Matt Levine, Columnist

The AI Will Vote the Shares

Proxy IQ, on-cycle recruiting, First Brands, Warner Bros. and German dentists.

We talked in November about proxy voting at US public companies. My basic point was that, if you own a diversified portfolio of stocks, you will be asked to vote on hundreds of different propositions — annual elections of directors, non-binding social and environmental proposals, the occasional merger — each year. Almost none of these votes will matter to you economically, and your vote is vanishingly unlikely to matter to any of the companies. In the abstract, in the aggregate, shareholder voting is the foundation of corporate democracy, a way to make sure that managers are answerable to the ultimate owners of their companies. But in almost every particular case it’s a waste of time.

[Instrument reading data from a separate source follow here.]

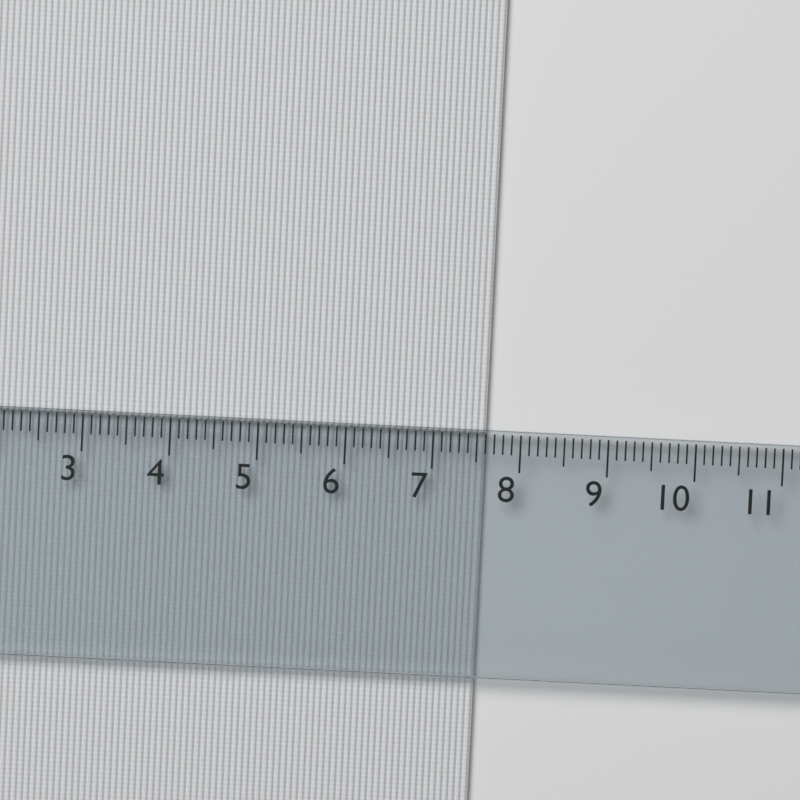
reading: 7.6 cm
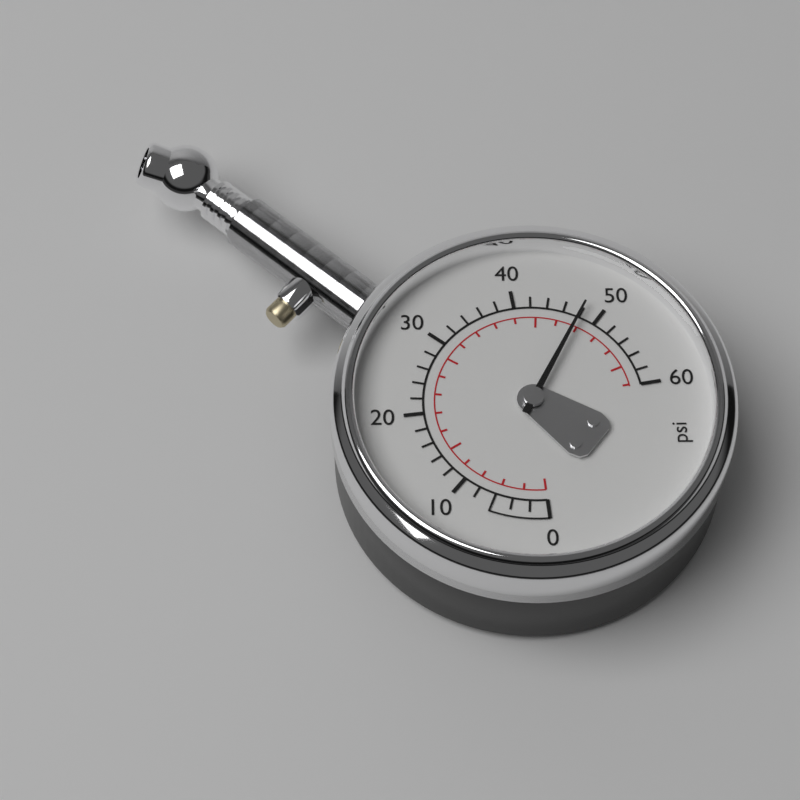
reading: 48 psi
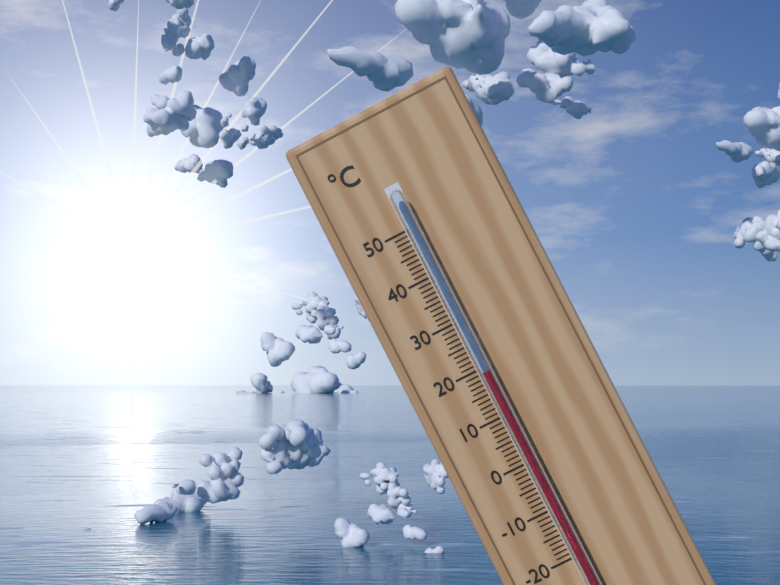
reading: 19 °C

I suggested that this tension — shareholder votes are important in the aggregate, but not to most actual shareholders — is most easily solved by outsourcing proxy voting to specialists. It would be insane for millions of individual investors to read hundreds of proxy statements to decide how to vote on hundreds of different questions. But if, like, eight people each read a few hundred proxy statements and decided how to vote, and everyone else paid those people a small fee to vote their shares for them, the problem would be solved. I mean, there would be other problems. (Would those eight people actually vote the shares in ways that align with the interests of the ultimate owners of the companies? Would they have their own agendas? Would the proxy-voting profession attract people whose views on proxy voting are different from those of most shareholders?) But, again, most of these votes don’t matter very much to most of the shareholders. A cheap outsourced system is probably good enough.